Sunday, April 17, 2016

Brain Implant Helps Restore Movement for Paralyzed Patient, Researchers Say


There is a new tiny device that can be implanted in the motor cortex that allows man with quadriplegia to make intricate movements. Isn't this amazing? Scientists are breaking ground immensely in a decades long effort to restore movement to people with spinal-cord injuries.

A quadriplegic patient called Ian Burkhart,24, wasn't always quadriplegic he became quadriplegic five years ago after a diving accident. After the accident messages from his brain to his limbs couldn't get to other parts of his body due to damage in his spinal cord.

How does this thing work you may ask? Researchers from Ohio State University implanted a tiny device in Burkhart's motor cortex, the part of the brain that controls movement. The device acts as  a neural bypass, picking up the brain signals and sending them to a computer that decodes them. He imagines the movement, the brain signal is transmitted and decoded and the electrical stimulation is delivered to the muscles using a sleeve embedded with electrodes that wraps around his arm. He was able to grasp a bottle, and picking up a stick while stirring the contents in a jar.

Spinal- cord injuries affect approximately 150,000 people in the U.S. and not all of them are elegible to use such a device. While they discovered all this and so many people need help they actually lack funds to keep going with this research. It has actually been a challenge for the university to find successful business models to commercialize brain-computer technology, even when experiments demonstrate the difference restoring function can make in peoples lives.

I think that that is preposterous since the results show that the experiment does work. But I guess business man want results now and it will be a long time for such treatments to be available and affordable for everyone to use.

http://www.wsj.com/articles/brain-implant-helps-restore-movement-for-paralyzed-patient-researchers-say-1460566801

1 comment:

  1. I also think that they should keep the research going, even though it is just one person there's more people in need of assistance.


EXERCISE INSTRUCTIONS: Without the images, write out the entries word for word.

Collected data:
□ □ □ □

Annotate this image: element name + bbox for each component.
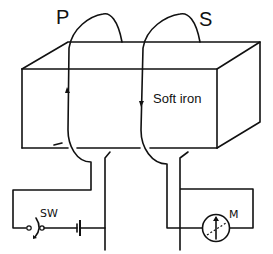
galvanometer [203, 215, 230, 242]
switch [27, 218, 77, 239]
battery-cell [77, 220, 105, 236]
primary-label: P [56, 7, 69, 27]
secondary-label: S [199, 9, 212, 29]
switch-label: SW [40, 208, 58, 219]
core-label: Soft iron [153, 92, 201, 105]
primary-coil [13, 14, 122, 250]
meter-label: M [229, 209, 239, 220]
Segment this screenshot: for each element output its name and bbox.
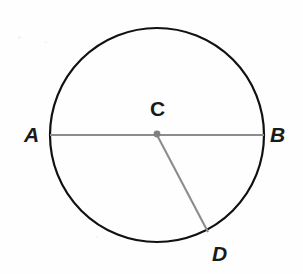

□ □ □ □

YOUR SOLUTION:
Annotate this image: element name + bbox for each component.
galvanometer [203, 215, 230, 242]
switch [27, 218, 77, 239]
battery-cell [77, 220, 105, 236]
primary-label: P [56, 7, 69, 27]
secondary-label: S [199, 9, 212, 29]
switch-label: SW [40, 208, 58, 219]
core-label: Soft iron [153, 92, 201, 105]
primary-coil [13, 14, 122, 250]
meter-label: M [229, 209, 239, 220]
Segment this screenshot: for each element output its name and bbox.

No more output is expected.